Hi there today I’ll show you how I deploy my site to production without incurring downtime. My site isn’t big and is deployed on a single server where I have NGINX, HAproxy and redis running. Here a diagram that shows the setup
All services run in separate Docker containers. Why? Unless you have been living on Mars the past years you know why containers are awesome if not go on and read my post on docker containers.
On an architectural note the reason I am using NGINX and HAproxy is that I let NGINX handle compression, caching, SSL management and zipping static files and I use HAproxy in order to not incur downtime when I deploy a new version of my site. Only during deployments I spin up an additional instance of the web app and HAproxy automatically routes traffic between the instances. The routing decision is based on RR (Round-Robin) but can be configured in the docker-compose file to any load balancing algorithm HAproxy supports (weighted round robin, dynamic round robin, least connection …etc..)
Let’s now look at an example application to see how it all works
If you want to see this in action yourself you can clone my repo:
git clone https://github.com/donchev7/webapp-sample
docker build -t webapp-sample .
For this example to work properly on your computer it is important to tag the docker build as “webapp-sample” if you wish to use a different name update the docker-compose.yml file.
After building the Dockerfile do a
docker-compose up -d
This will bring up the environment. NGINX is running on port 80, if you do a quick
curl http://localhost
you should see the webapp responding with “Hello beautiful world!”. Now imagine you make a change to the webapp and want the changes to be reflected on your website you would need to do a
docker build -t webapp-sample .
docker-compose up -d
That of course introduces service downtime to your website because with the docker-compose up command docker recreates your container from the new image and in the process takes your container down for a few seconds.
Now lets see how to manage this without downtime
Open app.py and make a change to the function route
def route(app):
"""
Add some routes to our test web app
:param app: Flask application instance
:return: Flask app
"""
@app.route('/')
@app.route('/index')
@app.route('/home')
def index():
return "Hello beautiful changed world!"
return app
As we can see I changed the return statement. Now we save the app.py file and build a new image:
docker build -t webapp-sample .
Now that we have a new image we need the webapp container to switch to this new image without restarting the container. We do this with the help of HAproxy, just write:
docker-compose scale website=2
docker ps
Now we should have two containers running the webapp, webappsample_website_1 is running your old version and webappsample_website_2 is running your newer version (take a look at the image above). To switch to only having one version running (the newer) we would need to just get the name of the container and execute
docker stop webappsample_website_1
Now HAproxy gets notified that it is only linked to one webapp container and thus only routes traffic to your newer version of webapp.
How does this work behind the curtains?
The HAproxy docker image is configured to automatically configure HAproxy depending on the linked containers it has. The solution also works on docker swarm and docker cloud. You can have a look at the source code here.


▸ **AIM OF THE TASK**
Write out exactly the lines between the line containing "Where can I" and the end of the records, counting both ends, and leave out all pictures.

▸ **SUPPLIED DATA**

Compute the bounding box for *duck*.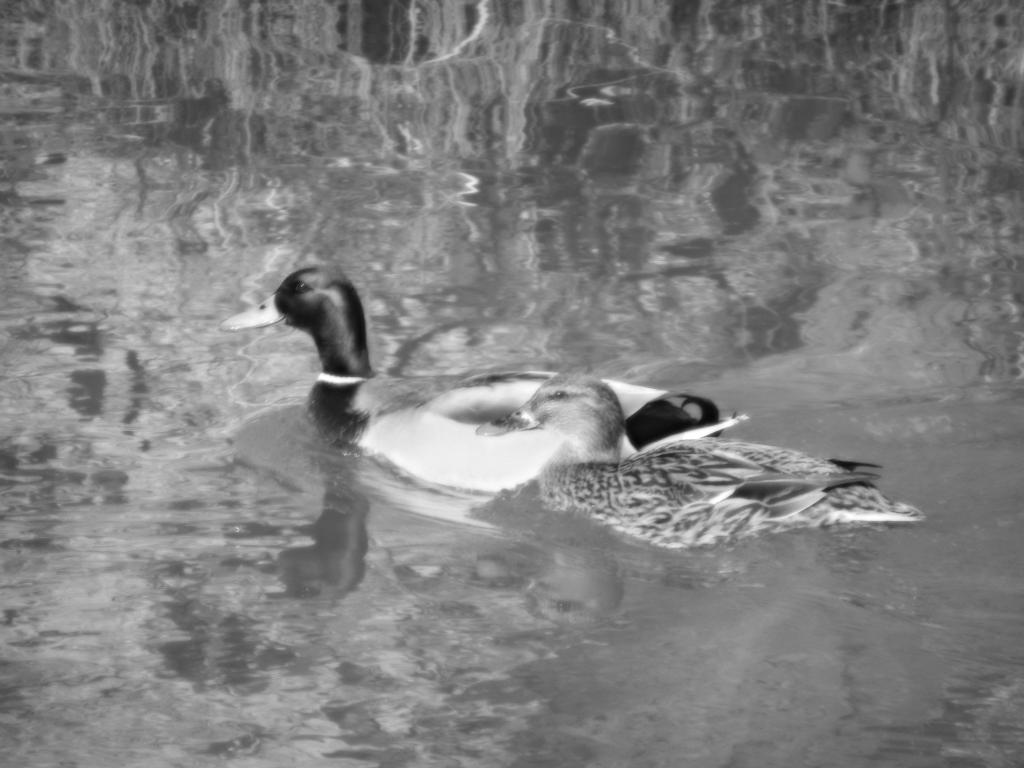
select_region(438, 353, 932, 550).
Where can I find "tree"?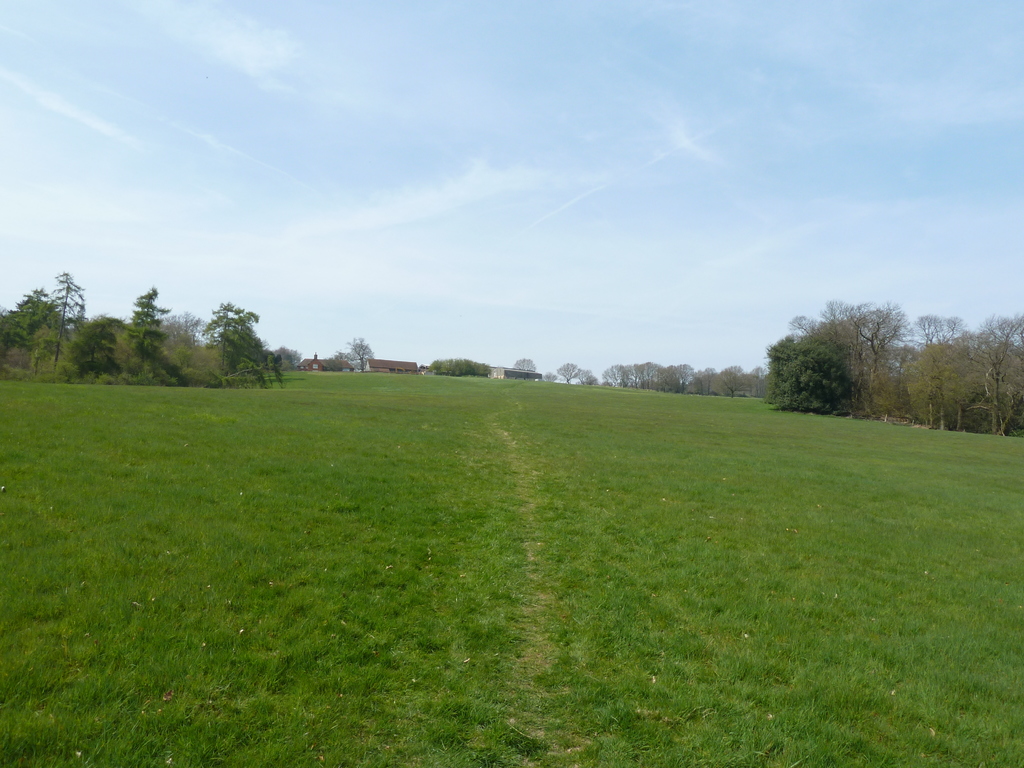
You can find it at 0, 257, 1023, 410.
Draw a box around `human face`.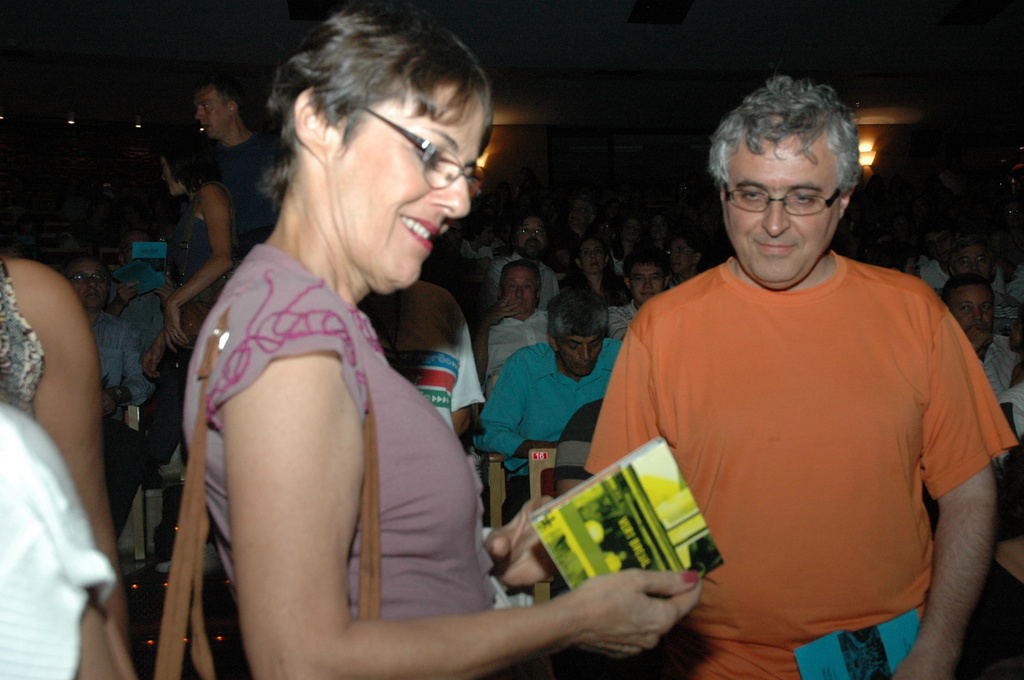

▸ **TASK ANSWER**
Where can I find "tree"?
You can find it at 0, 257, 1023, 410.
Draw a box around `human face`.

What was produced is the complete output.